If you are in striking distance of London on the evening of Tuesday 19 June and want to find out more about this Second Nature in Second Life that you keep reading and hearing about, then please attend a free event, “”https://www.rigb.org/rimain/calendar/detail.jsp?&id=339">Science in Virtual Worlds“, in association with the Royal Institution and ”https://network.nature.com/">Nature Network.
It’s when you’re flying next to a Saturn V rocket or climbing around a protein molecule that you realise the potential for science in virtual worlds. In an online place like Second Life, you can do things that are dangerous, expensive or downright impossible in real life (or ‘meatspace’). That’s why scientists have begun using such places to conference, teach, build and experiment, in fields from astrophysics to neuroscience, chemistry to psychology. Fancy a stroll through a four-dimensional house? Log on and do it in Second Life.
Online worlds are social spaces too, and that makes them attractive to social scientists. How do we develop meaningful relationships with people we’ve never seen or heard? How do those with autism or schizophrenia fare? Do gender roles or moral codes alter? How does information travel and how can there be economies, uprisings and fads? What are the ethics of studying the denizens of these worlds — are they different from real world citizens? Join Aleks Krotoski , Dave Taylor and Nature Publishing Group’s Joanna Scott at the Apple Store on Regent Street for a free event on how science is expanding into virtual life.
This previous Nautlius post describes more about Second Nature and Second Life.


▶ TASK DETAILS:
Leave out the images and output the records word for word.
------ AVAILABLE DATA
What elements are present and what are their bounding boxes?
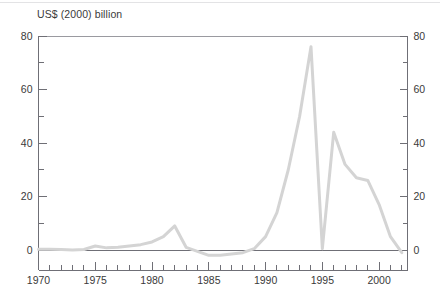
chart-figure: US$ (2000) billion 002020404060608080197… bbox=[0, 0, 440, 307]
y-tick-label-right-20: 20 bbox=[414, 190, 426, 202]
y-tick-label-right-40: 40 bbox=[414, 137, 426, 149]
y-tick-label-left-0: 0 bbox=[27, 244, 33, 256]
y-tick-label-right-0: 0 bbox=[414, 244, 420, 256]
x-tick-label-2000: 2000 bbox=[367, 274, 391, 286]
y-tick-label-left-60: 60 bbox=[21, 83, 33, 95]
x-tick-label-1995: 1995 bbox=[311, 274, 335, 286]
x-tick-label-1990: 1990 bbox=[254, 274, 278, 286]
line-chart-plot: 0020204040606080801970197519801985199019… bbox=[0, 0, 440, 307]
y-tick-label-right-60: 60 bbox=[414, 83, 426, 95]
y-tick-label-right-80: 80 bbox=[414, 30, 426, 42]
x-tick-label-1980: 1980 bbox=[140, 274, 164, 286]
y-tick-label-left-80: 80 bbox=[21, 30, 33, 42]
data-series-line-0 bbox=[39, 47, 402, 256]
y-tick-label-left-40: 40 bbox=[21, 137, 33, 149]
x-tick-label-1975: 1975 bbox=[84, 274, 108, 286]
x-tick-label-1985: 1985 bbox=[197, 274, 221, 286]
y-tick-label-left-20: 20 bbox=[21, 190, 33, 202]
axes-group bbox=[39, 36, 408, 270]
tick-labels-group: 0020204040606080801970197519801985199019… bbox=[21, 30, 426, 286]
data-series-group bbox=[39, 47, 402, 256]
x-tick-label-1970: 1970 bbox=[27, 274, 51, 286]
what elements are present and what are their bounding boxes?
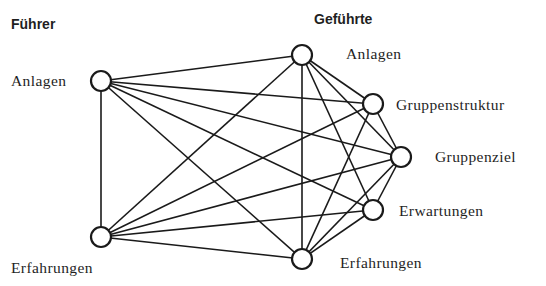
follower-erwartungen-label: Erwartungen bbox=[399, 202, 483, 219]
follower-gruppenstruktur-label: Gruppenstruktur bbox=[396, 96, 505, 113]
node-leader-erfahrungen bbox=[91, 227, 111, 247]
edges-layer bbox=[101, 55, 401, 259]
follower-erfahrungen-label: Erfahrungen bbox=[340, 254, 422, 271]
leader-follower-network-diagram: Führer Geführte Anlagen Erfahrungen Anla… bbox=[0, 0, 546, 286]
edge-fE-gW bbox=[101, 210, 373, 237]
nodes-layer bbox=[91, 45, 411, 269]
edge-fA-gE bbox=[101, 81, 302, 259]
node-follower-erfahrungen bbox=[292, 249, 312, 269]
node-follower-erwartungen bbox=[363, 200, 383, 220]
node-follower-anlagen bbox=[292, 45, 312, 65]
follower-gruppenziel-label: Gruppenziel bbox=[435, 148, 516, 165]
leader-heading: Führer bbox=[11, 16, 56, 32]
edge-gZ-gE bbox=[302, 157, 401, 259]
leader-erfahrungen-label: Erfahrungen bbox=[11, 259, 93, 276]
edge-fE-gS bbox=[101, 104, 373, 237]
edge-fA-gA bbox=[101, 55, 302, 81]
edge-fE-gE bbox=[101, 237, 302, 259]
node-follower-gruppenziel bbox=[391, 147, 411, 167]
edge-gA-gZ bbox=[302, 55, 401, 157]
edge-gA-gW bbox=[302, 55, 373, 210]
followers-heading: Geführte bbox=[314, 11, 373, 27]
node-leader-anlagen bbox=[91, 71, 111, 91]
follower-anlagen-label: Anlagen bbox=[346, 45, 401, 62]
leader-anlagen-label: Anlagen bbox=[11, 72, 66, 89]
node-follower-gruppenstruktur bbox=[363, 94, 383, 114]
------------
▶ ANSWER TO THIS EXERCISE:
What elements are present and what are their bounding boxes?
chart-figure: US$ (2000) billion 002020404060608080197… bbox=[0, 0, 440, 307]
y-tick-label-right-20: 20 bbox=[414, 190, 426, 202]
y-tick-label-right-40: 40 bbox=[414, 137, 426, 149]
y-tick-label-left-0: 0 bbox=[27, 244, 33, 256]
y-tick-label-right-0: 0 bbox=[414, 244, 420, 256]
x-tick-label-2000: 2000 bbox=[367, 274, 391, 286]
y-tick-label-left-60: 60 bbox=[21, 83, 33, 95]
x-tick-label-1995: 1995 bbox=[311, 274, 335, 286]
x-tick-label-1990: 1990 bbox=[254, 274, 278, 286]
line-chart-plot: 0020204040606080801970197519801985199019… bbox=[0, 0, 440, 307]
y-tick-label-right-60: 60 bbox=[414, 83, 426, 95]
y-tick-label-right-80: 80 bbox=[414, 30, 426, 42]
x-tick-label-1980: 1980 bbox=[140, 274, 164, 286]
y-tick-label-left-80: 80 bbox=[21, 30, 33, 42]
data-series-line-0 bbox=[39, 47, 402, 256]
y-tick-label-left-40: 40 bbox=[21, 137, 33, 149]
x-tick-label-1975: 1975 bbox=[84, 274, 108, 286]
x-tick-label-1985: 1985 bbox=[197, 274, 221, 286]
y-tick-label-left-20: 20 bbox=[21, 190, 33, 202]
axes-group bbox=[39, 36, 408, 270]
tick-labels-group: 0020204040606080801970197519801985199019… bbox=[21, 30, 426, 286]
data-series-group bbox=[39, 47, 402, 256]
x-tick-label-1970: 1970 bbox=[27, 274, 51, 286]
what elements are present and what are their bounding boxes?
follower-erwartungen-label: Erwartungen bbox=[399, 202, 483, 219]
follower-gruppenstruktur-label: Gruppenstruktur bbox=[396, 96, 505, 113]
node-leader-erfahrungen bbox=[91, 227, 111, 247]
edges-layer bbox=[101, 55, 401, 259]
follower-erfahrungen-label: Erfahrungen bbox=[340, 254, 422, 271]
leader-follower-network-diagram: Führer Geführte Anlagen Erfahrungen Anla… bbox=[0, 0, 546, 286]
edge-fE-gW bbox=[101, 210, 373, 237]
nodes-layer bbox=[91, 45, 411, 269]
edge-fA-gE bbox=[101, 81, 302, 259]
node-follower-erfahrungen bbox=[292, 249, 312, 269]
node-follower-erwartungen bbox=[363, 200, 383, 220]
node-follower-anlagen bbox=[292, 45, 312, 65]
follower-gruppenziel-label: Gruppenziel bbox=[435, 148, 516, 165]
leader-heading: Führer bbox=[11, 16, 56, 32]
edge-gZ-gE bbox=[302, 157, 401, 259]
leader-erfahrungen-label: Erfahrungen bbox=[11, 259, 93, 276]
edge-fE-gS bbox=[101, 104, 373, 237]
edge-fA-gA bbox=[101, 55, 302, 81]
edge-fE-gE bbox=[101, 237, 302, 259]
node-follower-gruppenziel bbox=[391, 147, 411, 167]
edge-gA-gZ bbox=[302, 55, 401, 157]
edge-gA-gW bbox=[302, 55, 373, 210]
followers-heading: Geführte bbox=[314, 11, 373, 27]
node-leader-anlagen bbox=[91, 71, 111, 91]
follower-anlagen-label: Anlagen bbox=[346, 45, 401, 62]
leader-anlagen-label: Anlagen bbox=[11, 72, 66, 89]
node-follower-gruppenstruktur bbox=[363, 94, 383, 114]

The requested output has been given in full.